Here he is.....one left in my city....108 yrs old..
Britain's last WWI vet living in Perth retirement homehttp://www.news.com.au/perthnow/story/0,21598,25837281-2761,00.html
A FORMER Royal Australian Navy sailor and World War II veteran living in Perth, aged 108, is now Britain's last surviving World War I veteran.
Harry Patch, Britain's last soldier to fight in the trenches of Europe during World War I, died yesterday, aged 111.
Perth man Claude Choules is now Britain's last remaining World War I veteran.
Born in Pershore, England in March 1901, Mr Choules served with the Royal Navy after joining the HMS Impregnable at 15, in 1916.
He joined the battleship HMS Revenge in 1917 and witnessed the surrender of the German Fleet at Firth of Forth, near Scotland, in 1918.

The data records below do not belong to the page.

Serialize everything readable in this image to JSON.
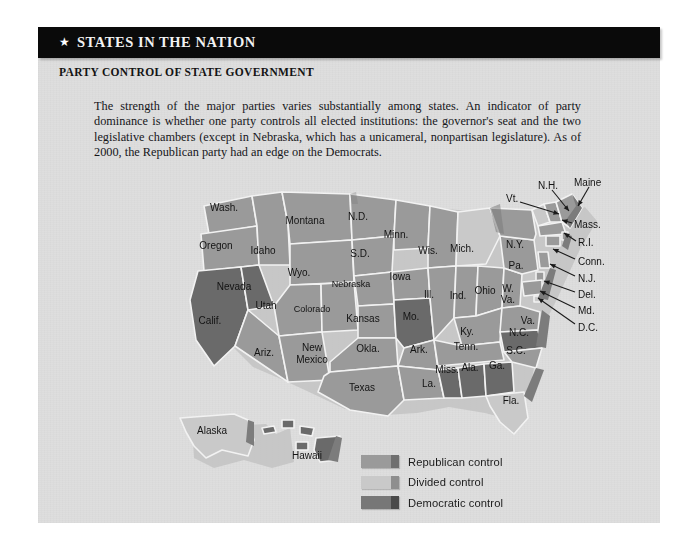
{
  "header": {
    "star_icon": "star-icon",
    "title": "STATES IN THE NATION"
  },
  "subtitle": "PARTY CONTROL OF STATE GOVERNMENT",
  "paragraph": "The strength of the major parties varies substantially among states. An indicator of party dominance is whether one party controls all elected institutions: the governor's seat and the two legislative chambers (except in Nebraska, which has a unicameral, nonpartisan legislature). As of 2000, the Republican party had an edge on the Democrats.",
  "colors": {
    "panel_background": "#dedede",
    "header_bar": "#0a0a0a",
    "republican": "#9a9a9a",
    "divided": "#c9c9c9",
    "democratic": "#6a6a6a",
    "state_border": "#f2f2f2",
    "shadow": "#bdbdbd",
    "text": "#141414"
  },
  "legend": {
    "title": "",
    "items": [
      {
        "label": "Republican control",
        "key": "republican",
        "fill": "#9a9a9a",
        "edge": "#6f6f6f"
      },
      {
        "label": "Divided control",
        "key": "divided",
        "fill": "#c9c9c9",
        "edge": "#8e8e8e"
      },
      {
        "label": "Democratic control",
        "key": "democratic",
        "fill": "#777777",
        "edge": "#4a4a4a"
      }
    ]
  },
  "map": {
    "title": "Party control of state government, 2000",
    "states": [
      {
        "label": "Wash.",
        "control": "republican",
        "lx": 186,
        "ly": 41
      },
      {
        "label": "Oregon",
        "control": "republican",
        "lx": 178,
        "ly": 79
      },
      {
        "label": "Calif.",
        "control": "democratic",
        "lx": 172,
        "ly": 154
      },
      {
        "label": "Nevada",
        "control": "democratic",
        "lx": 196,
        "ly": 120
      },
      {
        "label": "Idaho",
        "control": "republican",
        "lx": 225,
        "ly": 84
      },
      {
        "label": "Montana",
        "control": "republican",
        "lx": 267,
        "ly": 54
      },
      {
        "label": "Wyo.",
        "control": "republican",
        "lx": 261,
        "ly": 106
      },
      {
        "label": "Utah",
        "control": "republican",
        "lx": 228,
        "ly": 139
      },
      {
        "label": "Ariz.",
        "control": "republican",
        "lx": 226,
        "ly": 186
      },
      {
        "label": "Colorado",
        "control": "republican",
        "lx": 274,
        "ly": 142
      },
      {
        "label": "New",
        "control": "republican",
        "lx": 274,
        "ly": 181
      },
      {
        "label": "Mexico",
        "control": "republican",
        "lx": 274,
        "ly": 193
      },
      {
        "label": "N.D.",
        "control": "republican",
        "lx": 320,
        "ly": 50
      },
      {
        "label": "S.D.",
        "control": "republican",
        "lx": 322,
        "ly": 87
      },
      {
        "label": "Nebraska",
        "control": "republican",
        "lx": 313,
        "ly": 117
      },
      {
        "label": "Kansas",
        "control": "republican",
        "lx": 325,
        "ly": 152
      },
      {
        "label": "Okla.",
        "control": "republican",
        "lx": 330,
        "ly": 182
      },
      {
        "label": "Texas",
        "control": "republican",
        "lx": 324,
        "ly": 221
      },
      {
        "label": "Minn.",
        "control": "republican",
        "lx": 358,
        "ly": 68
      },
      {
        "label": "Iowa",
        "control": "republican",
        "lx": 362,
        "ly": 110
      },
      {
        "label": "Mo.",
        "control": "democratic",
        "lx": 373,
        "ly": 150
      },
      {
        "label": "Ark.",
        "control": "republican",
        "lx": 381,
        "ly": 183
      },
      {
        "label": "La.",
        "control": "republican",
        "lx": 391,
        "ly": 217
      },
      {
        "label": "Wis.",
        "control": "republican",
        "lx": 390,
        "ly": 84
      },
      {
        "label": "Ill.",
        "control": "republican",
        "lx": 391,
        "ly": 128
      },
      {
        "label": "Miss.",
        "control": "democratic",
        "lx": 409,
        "ly": 203
      },
      {
        "label": "Mich.",
        "control": "divided",
        "lx": 424,
        "ly": 82
      },
      {
        "label": "Ind.",
        "control": "republican",
        "lx": 420,
        "ly": 129
      },
      {
        "label": "Ky.",
        "control": "republican",
        "lx": 429,
        "ly": 165
      },
      {
        "label": "Tenn.",
        "control": "republican",
        "lx": 428,
        "ly": 180
      },
      {
        "label": "Ala.",
        "control": "democratic",
        "lx": 432,
        "ly": 201
      },
      {
        "label": "Ohio",
        "control": "republican",
        "lx": 447,
        "ly": 124
      },
      {
        "label": "W.",
        "control": "republican",
        "lx": 470,
        "ly": 122
      },
      {
        "label": "Va.",
        "control": "republican",
        "lx": 470,
        "ly": 133
      },
      {
        "label": "Ga.",
        "control": "democratic",
        "lx": 459,
        "ly": 199
      },
      {
        "label": "Pa.",
        "control": "republican",
        "lx": 478,
        "ly": 99
      },
      {
        "label": "Va.",
        "control": "republican",
        "lx": 490,
        "ly": 154
      },
      {
        "label": "N.C.",
        "control": "democratic",
        "lx": 481,
        "ly": 166
      },
      {
        "label": "S.C.",
        "control": "republican",
        "lx": 478,
        "ly": 184
      },
      {
        "label": "Fla.",
        "control": "divided",
        "lx": 473,
        "ly": 234
      },
      {
        "label": "N.Y.",
        "control": "republican",
        "lx": 477,
        "ly": 78
      },
      {
        "label": "Alaska",
        "control": "divided",
        "lx": 174,
        "ly": 264
      },
      {
        "label": "Hawaii",
        "control": "democratic",
        "lx": 269,
        "ly": 289
      }
    ],
    "callouts": [
      {
        "label": "N.H.",
        "control": "republican",
        "tx": 500,
        "ty": 15,
        "x1": 514,
        "y1": 20,
        "x2": 531,
        "y2": 41
      },
      {
        "label": "Maine",
        "control": "republican",
        "tx": 536,
        "ty": 12,
        "x1": 551,
        "y1": 17,
        "x2": 540,
        "y2": 36
      },
      {
        "label": "Vt.",
        "control": "divided",
        "tx": 468,
        "ty": 28,
        "x1": 482,
        "y1": 32,
        "x2": 521,
        "y2": 44
      },
      {
        "label": "Mass.",
        "control": "republican",
        "tx": 536,
        "ty": 54,
        "x1": 534,
        "y1": 53,
        "x2": 524,
        "y2": 50
      },
      {
        "label": "R.I.",
        "control": "republican",
        "tx": 540,
        "ty": 72,
        "x1": 538,
        "y1": 71,
        "x2": 526,
        "y2": 63
      },
      {
        "label": "Conn.",
        "control": "republican",
        "tx": 540,
        "ty": 91,
        "x1": 537,
        "y1": 89,
        "x2": 515,
        "y2": 79
      },
      {
        "label": "N.J.",
        "control": "republican",
        "tx": 540,
        "ty": 108,
        "x1": 537,
        "y1": 106,
        "x2": 512,
        "y2": 94
      },
      {
        "label": "Del.",
        "control": "republican",
        "tx": 540,
        "ty": 124,
        "x1": 537,
        "y1": 122,
        "x2": 506,
        "y2": 111
      },
      {
        "label": "Md.",
        "control": "republican",
        "tx": 540,
        "ty": 140,
        "x1": 537,
        "y1": 138,
        "x2": 502,
        "y2": 121
      },
      {
        "label": "D.C.",
        "control": "divided",
        "tx": 540,
        "ty": 157,
        "x1": 537,
        "y1": 154,
        "x2": 500,
        "y2": 128
      }
    ]
  }
}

The German surrender came 10 days after the armistice and the Germans later scuttled its own fleet at Scapa Flow near the Orkney Islands.
Mr Choules travelled to Australia with the Royal Navy in 1926 to work as an instructor at Flinders Naval Depot before transferring to the Royal Australian Navy.
He was a commissioning crew member of the HMAS Canberra and served in her until 1931, when he discharged from the RAN before rejoining as a torpedo and anti-submarine instructor in 1932.
As the acting torpedo officer at Fremantle in World War I,I Mr Choules disposed of the first German mine to wash up on Australian soil, near Esperance, during the war.
He was also tasked with destroying harbour and oil storage tanks at the Fremantle port in case of a Japanese invasion.
Mr Choules remained in the RAN after WWII, spending his final working years at the Naval Dockyard Police before joining the crayfishing industry, in Safety Bay.
He now lives in a Perth retirement village.
Mr Choules is one of three remaining WWI veterans in the world.
American Frank Buckles, 108, and Canadian John Babcock, 109 - who both live in the United States - are alive, but neither saw active combat, according to news sources.